Distinct functional connectivity patterns in myalgic encephalomyelitis and long COVID patients during cognitive fatigue: a 7 Tesla task-fMRI study. — CFSMEATLAS
Distinct functional connectivity patterns in myalgic encephalomyelitis and long COVID patients during cognitive fatigue: a 7 Tesla task-fMRI study.
Inderyas, Maira, Thapaliya, Kiran, Marshall-Gradisnik, Sonya et al. · Journal of translational medicine · 2026 · DOI
Quick Summary
This study used advanced brain imaging to compare how the brains of ME/CFS patients, long COVID patients, and healthy people work during a challenging thinking task. Researchers found that patients' brains show different patterns of communication between regions compared to healthy controls, particularly in areas related to motivation, memory, and emotional processing. These brain differences appeared to worsen as fatigue built up during the task.
Why It Matters
This research provides potential brain-based markers (biomarkers) that could help objectively identify ME/CFS and long COVID at the neurobiological level. Understanding how brain regions fail to coordinate properly during cognitive effort could explain why patients experience worsening fatigue and cognitive dysfunction with activity, ultimately supporting better diagnosis and targeted treatments.
Observed Findings
Long COVID patients showed reduced connectivity between the nucleus accumbens and cerebellum (vermis) before fatigue onset, and reduced connectivity between medulla and hippocampus after fatigue worsened.
ME/CFS patients demonstrated increased connectivity between the left cuneiform nucleus and right medulla compared to healthy controls.
Healthy controls showed increased subcortical connectivity during task progression, while both patient groups showed reduced or dysregulated connectivity patterns.
Core network connectivity to the cerebellum, amygdala, caudate, and red nucleus correlated with cognitive symptom severity in both ME/CFS and long COVID patients.
Hippocampus and cerebellar connectivity correlated with illness duration in ME/CFS patients.
Inferred Conclusions
Aberrant functional connectivity in dopaminergic pathways (nucleus accumbens-hippocampus) suggests blunted motivation and cognition in both patient groups.
Reduced and dysregulated regional brain coordination in ME/CFS and long COVID indicates failed task engagement mechanisms, potentially serving as candidate biomarkers of symptomatology.
Brain connectivity patterns—particularly in subcortical and core networks—may objectively differentiate patient populations from healthy controls and correlate with symptom severity.
Remaining Questions
Do these functional connectivity abnormalities normalize with treatment or recovery, or are they stable features of these illnesses?
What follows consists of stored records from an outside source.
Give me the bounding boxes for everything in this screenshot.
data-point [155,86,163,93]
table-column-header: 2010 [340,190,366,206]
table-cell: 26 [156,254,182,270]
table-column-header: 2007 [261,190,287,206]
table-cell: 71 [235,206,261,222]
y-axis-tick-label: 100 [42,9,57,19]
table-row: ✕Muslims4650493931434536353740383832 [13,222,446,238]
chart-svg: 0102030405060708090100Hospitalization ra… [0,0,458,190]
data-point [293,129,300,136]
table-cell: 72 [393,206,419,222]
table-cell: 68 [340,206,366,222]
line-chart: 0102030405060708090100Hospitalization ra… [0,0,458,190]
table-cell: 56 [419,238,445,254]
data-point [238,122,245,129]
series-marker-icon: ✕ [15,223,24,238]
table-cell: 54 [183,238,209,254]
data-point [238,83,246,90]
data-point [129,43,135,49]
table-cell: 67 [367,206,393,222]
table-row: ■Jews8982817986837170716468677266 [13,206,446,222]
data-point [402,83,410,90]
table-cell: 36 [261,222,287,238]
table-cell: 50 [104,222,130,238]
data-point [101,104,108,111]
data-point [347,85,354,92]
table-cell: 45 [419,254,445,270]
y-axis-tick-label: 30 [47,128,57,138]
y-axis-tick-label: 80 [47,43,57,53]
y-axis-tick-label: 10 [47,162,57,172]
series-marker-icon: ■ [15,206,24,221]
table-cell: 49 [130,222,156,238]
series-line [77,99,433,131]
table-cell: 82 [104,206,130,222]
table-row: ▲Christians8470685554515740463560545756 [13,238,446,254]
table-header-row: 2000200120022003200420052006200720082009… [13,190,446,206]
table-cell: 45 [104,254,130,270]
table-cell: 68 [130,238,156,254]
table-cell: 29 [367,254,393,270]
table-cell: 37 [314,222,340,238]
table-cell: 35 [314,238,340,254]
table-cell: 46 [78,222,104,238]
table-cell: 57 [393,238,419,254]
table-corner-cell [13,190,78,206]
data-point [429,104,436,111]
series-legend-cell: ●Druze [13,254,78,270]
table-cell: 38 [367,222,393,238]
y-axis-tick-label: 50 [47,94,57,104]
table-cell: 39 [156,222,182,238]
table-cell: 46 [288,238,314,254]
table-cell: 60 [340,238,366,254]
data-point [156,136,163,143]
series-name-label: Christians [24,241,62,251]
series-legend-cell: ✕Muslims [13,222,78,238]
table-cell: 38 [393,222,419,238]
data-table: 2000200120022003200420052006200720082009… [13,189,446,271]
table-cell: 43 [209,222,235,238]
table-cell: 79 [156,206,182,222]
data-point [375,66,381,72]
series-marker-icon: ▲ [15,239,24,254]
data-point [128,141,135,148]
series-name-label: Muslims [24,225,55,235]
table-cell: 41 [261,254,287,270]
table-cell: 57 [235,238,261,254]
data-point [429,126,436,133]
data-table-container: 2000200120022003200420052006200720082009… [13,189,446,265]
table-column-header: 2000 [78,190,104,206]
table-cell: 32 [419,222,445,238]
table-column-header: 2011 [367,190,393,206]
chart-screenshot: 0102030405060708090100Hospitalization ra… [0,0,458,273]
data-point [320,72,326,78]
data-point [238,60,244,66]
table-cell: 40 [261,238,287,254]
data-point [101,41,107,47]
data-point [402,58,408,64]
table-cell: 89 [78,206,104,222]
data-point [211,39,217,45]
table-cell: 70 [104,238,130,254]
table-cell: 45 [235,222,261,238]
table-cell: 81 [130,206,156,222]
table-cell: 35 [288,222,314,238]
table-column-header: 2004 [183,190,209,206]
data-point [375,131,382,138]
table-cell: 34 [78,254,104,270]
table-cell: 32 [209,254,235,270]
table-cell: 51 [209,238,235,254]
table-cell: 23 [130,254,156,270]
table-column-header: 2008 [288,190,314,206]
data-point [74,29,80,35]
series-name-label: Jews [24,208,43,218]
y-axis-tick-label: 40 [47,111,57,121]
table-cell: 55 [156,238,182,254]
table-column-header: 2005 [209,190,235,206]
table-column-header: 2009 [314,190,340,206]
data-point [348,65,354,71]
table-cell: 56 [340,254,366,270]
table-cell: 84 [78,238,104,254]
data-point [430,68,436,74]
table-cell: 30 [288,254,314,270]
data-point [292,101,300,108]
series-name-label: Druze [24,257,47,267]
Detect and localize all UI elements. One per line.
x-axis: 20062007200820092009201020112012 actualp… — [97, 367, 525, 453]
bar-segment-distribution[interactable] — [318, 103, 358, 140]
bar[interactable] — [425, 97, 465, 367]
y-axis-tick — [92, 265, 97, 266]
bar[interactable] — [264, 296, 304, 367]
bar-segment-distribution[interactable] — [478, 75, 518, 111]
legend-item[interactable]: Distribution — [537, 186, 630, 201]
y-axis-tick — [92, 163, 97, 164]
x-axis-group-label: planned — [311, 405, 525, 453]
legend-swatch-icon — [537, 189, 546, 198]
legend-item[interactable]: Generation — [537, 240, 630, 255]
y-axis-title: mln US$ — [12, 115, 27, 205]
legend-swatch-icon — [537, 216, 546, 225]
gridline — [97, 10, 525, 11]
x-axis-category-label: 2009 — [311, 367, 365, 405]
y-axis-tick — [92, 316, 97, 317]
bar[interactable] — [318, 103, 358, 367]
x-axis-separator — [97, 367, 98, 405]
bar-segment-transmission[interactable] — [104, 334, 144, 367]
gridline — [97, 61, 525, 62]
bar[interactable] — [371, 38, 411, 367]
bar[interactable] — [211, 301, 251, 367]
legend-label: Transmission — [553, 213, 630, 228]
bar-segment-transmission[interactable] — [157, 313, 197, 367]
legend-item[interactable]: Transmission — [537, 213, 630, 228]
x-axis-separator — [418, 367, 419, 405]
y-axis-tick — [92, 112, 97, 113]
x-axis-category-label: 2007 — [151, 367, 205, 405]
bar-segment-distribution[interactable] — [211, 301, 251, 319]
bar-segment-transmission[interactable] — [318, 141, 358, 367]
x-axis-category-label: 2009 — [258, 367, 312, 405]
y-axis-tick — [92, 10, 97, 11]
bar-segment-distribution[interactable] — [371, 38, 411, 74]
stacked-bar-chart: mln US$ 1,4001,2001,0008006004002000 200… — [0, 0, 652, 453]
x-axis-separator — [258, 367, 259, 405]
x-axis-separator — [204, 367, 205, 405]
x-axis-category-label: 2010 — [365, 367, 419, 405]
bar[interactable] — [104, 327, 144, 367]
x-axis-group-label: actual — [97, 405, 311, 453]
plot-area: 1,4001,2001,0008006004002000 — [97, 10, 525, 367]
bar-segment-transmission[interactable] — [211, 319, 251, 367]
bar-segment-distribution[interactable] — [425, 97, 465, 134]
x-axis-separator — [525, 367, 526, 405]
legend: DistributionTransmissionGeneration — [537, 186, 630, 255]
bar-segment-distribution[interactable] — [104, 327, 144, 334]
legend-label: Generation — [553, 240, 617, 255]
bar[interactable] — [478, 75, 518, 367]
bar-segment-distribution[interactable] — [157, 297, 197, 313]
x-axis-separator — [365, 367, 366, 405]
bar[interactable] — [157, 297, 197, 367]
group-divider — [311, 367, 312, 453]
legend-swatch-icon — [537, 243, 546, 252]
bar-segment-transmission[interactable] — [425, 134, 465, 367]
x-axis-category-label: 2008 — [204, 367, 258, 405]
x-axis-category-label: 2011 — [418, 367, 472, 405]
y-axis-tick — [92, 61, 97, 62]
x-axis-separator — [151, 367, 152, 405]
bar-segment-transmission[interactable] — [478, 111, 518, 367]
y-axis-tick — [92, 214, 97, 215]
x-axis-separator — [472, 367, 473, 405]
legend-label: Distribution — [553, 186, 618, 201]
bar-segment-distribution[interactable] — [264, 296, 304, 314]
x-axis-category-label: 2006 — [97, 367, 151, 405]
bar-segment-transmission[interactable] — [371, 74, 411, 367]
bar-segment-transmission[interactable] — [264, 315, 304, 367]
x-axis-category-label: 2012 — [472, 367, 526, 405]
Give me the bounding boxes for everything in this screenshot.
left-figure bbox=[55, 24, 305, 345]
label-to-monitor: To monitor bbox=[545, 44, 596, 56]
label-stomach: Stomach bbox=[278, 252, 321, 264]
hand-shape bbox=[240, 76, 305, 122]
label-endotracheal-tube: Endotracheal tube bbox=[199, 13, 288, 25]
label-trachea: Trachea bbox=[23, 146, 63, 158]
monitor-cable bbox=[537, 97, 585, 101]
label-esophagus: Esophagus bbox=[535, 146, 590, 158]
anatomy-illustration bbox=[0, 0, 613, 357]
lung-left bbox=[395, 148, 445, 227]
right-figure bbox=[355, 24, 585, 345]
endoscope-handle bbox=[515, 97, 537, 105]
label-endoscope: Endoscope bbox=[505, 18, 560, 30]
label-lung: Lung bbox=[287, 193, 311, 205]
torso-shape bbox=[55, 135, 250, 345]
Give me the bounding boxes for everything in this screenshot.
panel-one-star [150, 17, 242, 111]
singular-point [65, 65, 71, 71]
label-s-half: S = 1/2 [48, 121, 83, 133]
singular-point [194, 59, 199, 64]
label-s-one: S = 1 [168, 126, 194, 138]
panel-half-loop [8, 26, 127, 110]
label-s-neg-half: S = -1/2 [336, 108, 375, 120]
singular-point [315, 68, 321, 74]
What This Study Does Not Prove
This cross-sectional study cannot establish cause-and-effect relationships—abnormal brain connectivity patterns may be consequences of illness rather than causes. The findings cannot determine whether these brain differences would improve with treatment or whether they could predict disease progression. Small sample sizes and single time-point assessment limit generalizability and cannot establish whether these patterns are stable diagnostic markers.